Candidate Hillary Clinton casts judgment on our very religious world
Looking at women's lives worldwide, Hillary Clinton is convinced that faith offers strength and hope to many, while "deep-seated cultural codes, religious beliefs and structural biases" continue to oppress others.
The Democratic presidential candidate cited her own Methodist heritage as an example of positive faith during the recent Women in the World Summit in New York City. But religion's dark side, she said, is easily seen when doctrines limit access to "reproductive health care" and cause discrimination against gays and the transgendered.
In the future, she stressed, politicians will need to force religious leaders to change these ancient teachings to fit modern laws.
"Far too many women are still denied critical access to reproductive health," said Clinton, focusing on issues she emphasized as secretary of state.
"All the laws that we've passed don't count for much if they're not enforced. Rights have to exist in practice, not just on paper. Laws have to be backed up with resources and political will and deep-seated cultural codes, religious beliefs and structural biases have to be changed."
The Kennedy Center crowd responded with cheers and applause.
Religious dogma doesn't just cause trouble in "far-away countries," she added. Referring to ongoing debates about religious liberty, Clinton said, "America moves ahead when all women are guaranteed the right to make their own health care choices, not when those choices are taken away by an employer like Hobby Lobby."
No one was surprised that Clinton -- a faithful defender of abortion rights -- renewed her support for Planned Parenthood and the sexual revolution, noted William Donohue of the Catholic League for Religious and Civil Rights. The shock in this speech was her commitment to using political power to force changes in pulpits, pews and religious hierarchies.
"It's time for Hillary to take the next step and tell us exactly what she plans to do about delivering on her pledge," he said, in an online commentary. "Not only would practicing Catholics like to know, so would Evangelicals, Orthodox Jews, Muslims and all those who value life from conception to natural death."
Candidate Clinton's commitment to First World solutions to problems faced by women worldwide also represent the mirror image of off-the-cuff remarks earlier this year by Pope Francis. Speaking to Catholics leaders gathered in Manila, he urged them not to compromise when threatened by global forces representing a new "ideological colonization that tries to destroy the family."
This pressure to change traditions and culture, he said, "comes from outside and that's why I call it a colonization. Let us not lose the freedom to take forward the mission God has given us, the mission of the family. And just as our peoples were able to say in the past 'No' to the period of colonization, as families we have to be very wise and strong to say 'No' to any attempted ideological colonization that could destroy the family."
In addition to natural disasters and economic challenges caused by globalization, Pope Francis warned that the traditional family is "also threatened by growing efforts on the part of some to redefine the very institution of marriage, by relativism, by the culture of the ephemeral, by a lack of openness to life."
Demographic changes will almost certainly pour fuel on these same cultural fires, according to recent surveys by the Pew Research Center. While secularists, the vaguely spiritual and "nones" -- people claiming no religious tradition -- are on the rise in America, Japan and parts of Europe, the percentage of religious believers is growing in the rest of the world.
It will be impossible to avoid a collision between these two radically different approaches to life, said commentator Kathy Schiffer of Ave Maria Radio.
"There are powerful people -- like Hillary Clinton -- who have a very specific ideology when it comes to solving the world's problems, a set of solutions that she is totally sure is in the best interests of women everywhere," said Schiffer. "If you go into a country facing poverty and hunger and disease, then the first thing you need to do is take them birth control and start talking about abortion. …
"This is exactly what the pope is talking about when he warns against a new kind of colonization that tries to force people to change their religious beliefs when it comes to marriage and family and children."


- **Exercise brief**: Filter the material, keeping only lines with the word "ffffff".
= = = = = = =
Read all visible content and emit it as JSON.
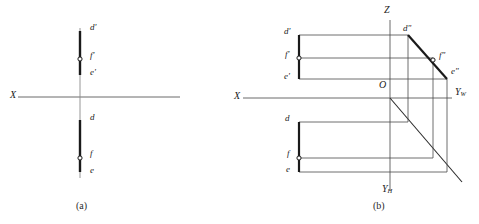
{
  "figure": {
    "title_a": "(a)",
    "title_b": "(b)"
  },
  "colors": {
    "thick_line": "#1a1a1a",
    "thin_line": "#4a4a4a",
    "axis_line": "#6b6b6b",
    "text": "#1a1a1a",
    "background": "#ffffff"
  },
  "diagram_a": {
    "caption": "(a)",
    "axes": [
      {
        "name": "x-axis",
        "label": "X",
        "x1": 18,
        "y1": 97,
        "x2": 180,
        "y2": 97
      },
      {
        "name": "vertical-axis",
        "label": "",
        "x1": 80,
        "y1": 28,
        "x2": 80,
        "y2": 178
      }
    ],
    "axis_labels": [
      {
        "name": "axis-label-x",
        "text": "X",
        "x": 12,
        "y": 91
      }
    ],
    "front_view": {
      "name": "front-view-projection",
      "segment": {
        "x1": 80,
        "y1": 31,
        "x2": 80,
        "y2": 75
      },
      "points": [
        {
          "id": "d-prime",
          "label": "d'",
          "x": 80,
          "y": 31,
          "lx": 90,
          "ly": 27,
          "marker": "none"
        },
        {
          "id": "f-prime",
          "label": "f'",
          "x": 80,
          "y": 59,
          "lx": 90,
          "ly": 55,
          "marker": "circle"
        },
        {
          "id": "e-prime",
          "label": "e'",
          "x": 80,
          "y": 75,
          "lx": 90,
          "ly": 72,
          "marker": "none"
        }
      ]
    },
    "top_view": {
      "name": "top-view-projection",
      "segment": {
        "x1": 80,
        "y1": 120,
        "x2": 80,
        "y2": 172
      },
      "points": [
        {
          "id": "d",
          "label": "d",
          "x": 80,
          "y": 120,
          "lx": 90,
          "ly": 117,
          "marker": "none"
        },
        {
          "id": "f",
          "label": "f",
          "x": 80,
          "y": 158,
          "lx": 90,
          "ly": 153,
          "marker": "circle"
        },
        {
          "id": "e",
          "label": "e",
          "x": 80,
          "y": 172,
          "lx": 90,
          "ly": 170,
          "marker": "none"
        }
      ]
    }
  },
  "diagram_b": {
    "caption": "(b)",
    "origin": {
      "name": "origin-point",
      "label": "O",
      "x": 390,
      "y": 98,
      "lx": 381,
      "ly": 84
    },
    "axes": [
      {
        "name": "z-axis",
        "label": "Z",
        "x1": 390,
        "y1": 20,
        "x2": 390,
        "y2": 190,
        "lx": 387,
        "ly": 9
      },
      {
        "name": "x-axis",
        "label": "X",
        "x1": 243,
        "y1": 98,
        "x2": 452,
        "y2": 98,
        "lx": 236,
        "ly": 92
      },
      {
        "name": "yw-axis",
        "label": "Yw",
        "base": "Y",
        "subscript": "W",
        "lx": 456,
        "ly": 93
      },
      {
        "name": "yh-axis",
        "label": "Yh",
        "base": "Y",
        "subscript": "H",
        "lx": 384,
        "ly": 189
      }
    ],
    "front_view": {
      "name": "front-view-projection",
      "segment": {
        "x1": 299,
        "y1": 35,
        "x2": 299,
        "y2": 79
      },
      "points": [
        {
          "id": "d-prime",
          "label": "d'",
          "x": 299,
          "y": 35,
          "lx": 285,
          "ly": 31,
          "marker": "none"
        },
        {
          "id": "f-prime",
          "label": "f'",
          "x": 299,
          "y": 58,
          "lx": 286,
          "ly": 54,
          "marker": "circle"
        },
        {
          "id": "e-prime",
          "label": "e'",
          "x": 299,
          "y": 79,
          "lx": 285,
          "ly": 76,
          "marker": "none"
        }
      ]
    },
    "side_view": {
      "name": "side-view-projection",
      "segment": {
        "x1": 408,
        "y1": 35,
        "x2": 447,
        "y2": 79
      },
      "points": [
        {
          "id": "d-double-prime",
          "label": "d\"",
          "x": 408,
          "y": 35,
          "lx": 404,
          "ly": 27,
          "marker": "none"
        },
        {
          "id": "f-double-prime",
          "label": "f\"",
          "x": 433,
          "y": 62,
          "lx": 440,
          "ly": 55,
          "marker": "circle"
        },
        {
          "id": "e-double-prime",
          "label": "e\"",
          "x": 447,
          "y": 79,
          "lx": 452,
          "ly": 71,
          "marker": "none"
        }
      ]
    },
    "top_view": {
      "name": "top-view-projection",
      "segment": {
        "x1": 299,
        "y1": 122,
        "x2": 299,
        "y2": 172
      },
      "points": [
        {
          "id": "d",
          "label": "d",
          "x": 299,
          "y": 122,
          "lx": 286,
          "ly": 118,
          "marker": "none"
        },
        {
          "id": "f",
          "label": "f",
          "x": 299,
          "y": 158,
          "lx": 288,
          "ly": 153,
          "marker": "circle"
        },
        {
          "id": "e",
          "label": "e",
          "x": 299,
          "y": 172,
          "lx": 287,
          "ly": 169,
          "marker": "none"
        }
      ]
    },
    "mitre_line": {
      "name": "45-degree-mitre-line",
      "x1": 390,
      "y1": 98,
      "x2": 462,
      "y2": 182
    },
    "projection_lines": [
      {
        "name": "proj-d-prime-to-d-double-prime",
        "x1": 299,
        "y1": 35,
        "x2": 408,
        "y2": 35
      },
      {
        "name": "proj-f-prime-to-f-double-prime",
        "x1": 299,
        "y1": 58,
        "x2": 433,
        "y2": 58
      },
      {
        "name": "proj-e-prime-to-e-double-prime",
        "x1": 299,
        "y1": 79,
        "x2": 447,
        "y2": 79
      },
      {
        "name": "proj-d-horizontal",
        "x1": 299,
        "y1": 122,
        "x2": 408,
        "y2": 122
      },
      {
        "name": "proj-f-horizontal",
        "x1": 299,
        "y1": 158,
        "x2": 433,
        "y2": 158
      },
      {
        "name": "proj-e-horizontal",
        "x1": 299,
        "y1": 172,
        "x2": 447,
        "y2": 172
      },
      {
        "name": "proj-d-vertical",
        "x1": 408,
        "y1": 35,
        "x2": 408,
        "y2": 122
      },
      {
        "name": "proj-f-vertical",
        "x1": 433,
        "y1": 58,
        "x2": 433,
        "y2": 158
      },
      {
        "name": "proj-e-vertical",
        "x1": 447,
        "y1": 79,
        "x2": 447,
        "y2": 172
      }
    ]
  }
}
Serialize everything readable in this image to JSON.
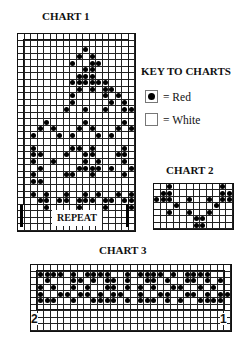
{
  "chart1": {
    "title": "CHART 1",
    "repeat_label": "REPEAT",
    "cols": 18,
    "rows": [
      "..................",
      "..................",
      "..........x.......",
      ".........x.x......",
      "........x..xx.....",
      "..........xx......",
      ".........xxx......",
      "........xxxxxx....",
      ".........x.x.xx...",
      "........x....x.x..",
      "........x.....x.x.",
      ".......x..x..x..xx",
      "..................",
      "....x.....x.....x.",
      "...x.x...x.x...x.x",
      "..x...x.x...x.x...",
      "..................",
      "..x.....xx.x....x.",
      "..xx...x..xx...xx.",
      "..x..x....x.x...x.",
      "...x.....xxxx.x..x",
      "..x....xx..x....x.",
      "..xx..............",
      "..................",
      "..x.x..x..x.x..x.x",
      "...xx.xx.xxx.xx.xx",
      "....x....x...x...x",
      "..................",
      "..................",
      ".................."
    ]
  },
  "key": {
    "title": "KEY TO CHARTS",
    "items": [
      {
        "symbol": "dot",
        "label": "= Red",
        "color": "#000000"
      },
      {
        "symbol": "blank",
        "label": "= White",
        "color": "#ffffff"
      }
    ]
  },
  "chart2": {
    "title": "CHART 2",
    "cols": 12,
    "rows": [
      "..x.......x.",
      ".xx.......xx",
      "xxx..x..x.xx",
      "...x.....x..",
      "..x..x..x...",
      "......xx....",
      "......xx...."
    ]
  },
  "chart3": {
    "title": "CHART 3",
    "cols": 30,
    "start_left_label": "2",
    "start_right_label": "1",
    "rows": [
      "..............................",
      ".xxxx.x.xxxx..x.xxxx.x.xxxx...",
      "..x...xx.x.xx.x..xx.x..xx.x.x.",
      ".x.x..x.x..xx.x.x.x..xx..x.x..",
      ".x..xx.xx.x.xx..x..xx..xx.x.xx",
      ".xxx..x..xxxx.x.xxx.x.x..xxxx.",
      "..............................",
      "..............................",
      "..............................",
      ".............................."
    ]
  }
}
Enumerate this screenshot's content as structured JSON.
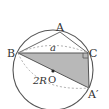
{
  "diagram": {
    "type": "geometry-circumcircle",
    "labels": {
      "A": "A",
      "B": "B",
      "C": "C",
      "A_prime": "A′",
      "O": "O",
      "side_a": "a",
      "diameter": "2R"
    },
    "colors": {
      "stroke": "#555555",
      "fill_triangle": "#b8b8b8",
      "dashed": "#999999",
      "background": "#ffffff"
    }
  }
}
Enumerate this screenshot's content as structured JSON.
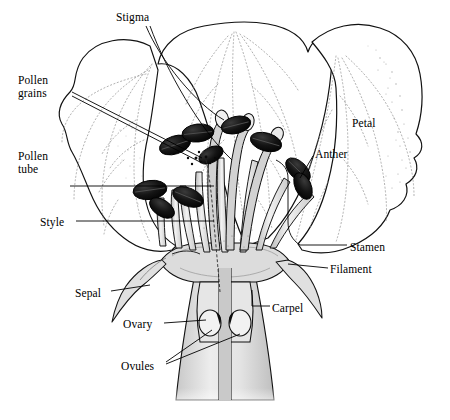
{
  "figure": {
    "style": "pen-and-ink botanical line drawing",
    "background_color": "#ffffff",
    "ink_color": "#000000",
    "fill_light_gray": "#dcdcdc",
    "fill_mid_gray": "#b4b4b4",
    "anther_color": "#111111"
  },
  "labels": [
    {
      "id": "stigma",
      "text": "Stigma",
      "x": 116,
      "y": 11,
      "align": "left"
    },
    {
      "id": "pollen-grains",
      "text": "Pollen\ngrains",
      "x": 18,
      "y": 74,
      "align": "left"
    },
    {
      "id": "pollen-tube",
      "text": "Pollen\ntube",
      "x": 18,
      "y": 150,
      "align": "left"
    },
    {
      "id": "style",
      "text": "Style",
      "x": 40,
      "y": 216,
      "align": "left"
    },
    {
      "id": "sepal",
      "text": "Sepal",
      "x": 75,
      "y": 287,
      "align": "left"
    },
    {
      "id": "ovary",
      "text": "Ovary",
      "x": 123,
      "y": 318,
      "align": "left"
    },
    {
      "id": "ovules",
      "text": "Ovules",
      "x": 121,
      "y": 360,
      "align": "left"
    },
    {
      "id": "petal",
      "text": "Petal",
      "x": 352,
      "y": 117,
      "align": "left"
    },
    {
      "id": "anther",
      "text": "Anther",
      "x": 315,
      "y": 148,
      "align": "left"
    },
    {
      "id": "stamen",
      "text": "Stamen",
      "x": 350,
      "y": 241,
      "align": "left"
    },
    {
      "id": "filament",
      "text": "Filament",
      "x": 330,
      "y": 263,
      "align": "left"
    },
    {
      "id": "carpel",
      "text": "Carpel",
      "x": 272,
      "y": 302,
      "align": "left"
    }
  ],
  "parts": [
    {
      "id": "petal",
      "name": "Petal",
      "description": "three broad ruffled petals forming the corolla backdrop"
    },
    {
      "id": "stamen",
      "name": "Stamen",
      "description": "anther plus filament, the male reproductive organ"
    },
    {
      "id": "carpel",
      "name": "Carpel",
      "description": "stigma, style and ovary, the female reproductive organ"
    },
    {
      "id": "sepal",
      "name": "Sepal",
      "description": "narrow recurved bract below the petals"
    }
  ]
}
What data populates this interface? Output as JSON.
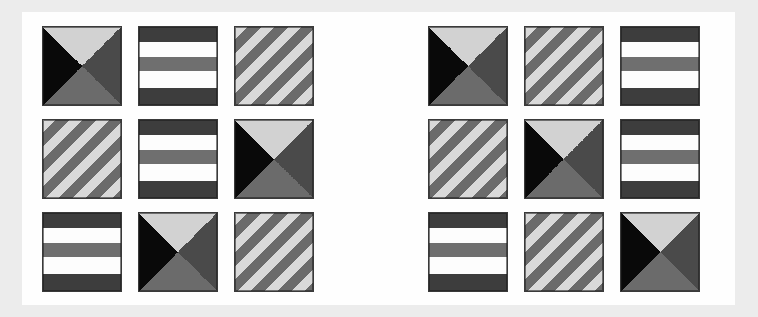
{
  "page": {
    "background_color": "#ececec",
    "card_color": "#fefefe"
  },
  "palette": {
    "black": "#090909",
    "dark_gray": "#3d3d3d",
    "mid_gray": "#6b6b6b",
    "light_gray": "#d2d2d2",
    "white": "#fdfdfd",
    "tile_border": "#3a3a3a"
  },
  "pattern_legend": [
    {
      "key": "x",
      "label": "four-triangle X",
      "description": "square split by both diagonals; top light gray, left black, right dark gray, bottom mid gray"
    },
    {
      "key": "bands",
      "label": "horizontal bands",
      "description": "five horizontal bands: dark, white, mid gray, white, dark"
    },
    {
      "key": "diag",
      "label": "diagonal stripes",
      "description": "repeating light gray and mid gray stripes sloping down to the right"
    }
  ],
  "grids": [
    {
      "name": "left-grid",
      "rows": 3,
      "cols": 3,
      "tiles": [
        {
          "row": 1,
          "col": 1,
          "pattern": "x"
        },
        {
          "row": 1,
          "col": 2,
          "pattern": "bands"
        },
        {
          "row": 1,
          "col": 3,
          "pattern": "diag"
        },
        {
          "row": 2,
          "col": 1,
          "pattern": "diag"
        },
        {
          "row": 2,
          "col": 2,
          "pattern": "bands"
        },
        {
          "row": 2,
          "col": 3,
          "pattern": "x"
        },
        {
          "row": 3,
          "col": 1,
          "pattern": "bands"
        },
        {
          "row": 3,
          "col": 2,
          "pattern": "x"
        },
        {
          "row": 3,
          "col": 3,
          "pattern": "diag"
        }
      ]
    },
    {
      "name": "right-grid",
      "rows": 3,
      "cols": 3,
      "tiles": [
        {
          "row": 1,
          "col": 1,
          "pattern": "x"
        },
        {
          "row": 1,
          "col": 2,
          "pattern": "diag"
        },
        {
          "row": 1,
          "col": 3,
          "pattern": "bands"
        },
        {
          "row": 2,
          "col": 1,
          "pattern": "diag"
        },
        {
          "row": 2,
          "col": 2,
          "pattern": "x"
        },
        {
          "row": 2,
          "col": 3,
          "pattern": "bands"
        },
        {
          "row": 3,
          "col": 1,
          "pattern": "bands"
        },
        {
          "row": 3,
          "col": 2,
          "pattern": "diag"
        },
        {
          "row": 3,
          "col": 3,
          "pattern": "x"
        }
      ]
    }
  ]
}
= = = = = = =
- **Answer area**:
    "background": "#ffffff"
        "color": "#ffffff"
      "background": "#ffffff"
    "background_color": "#ffffff",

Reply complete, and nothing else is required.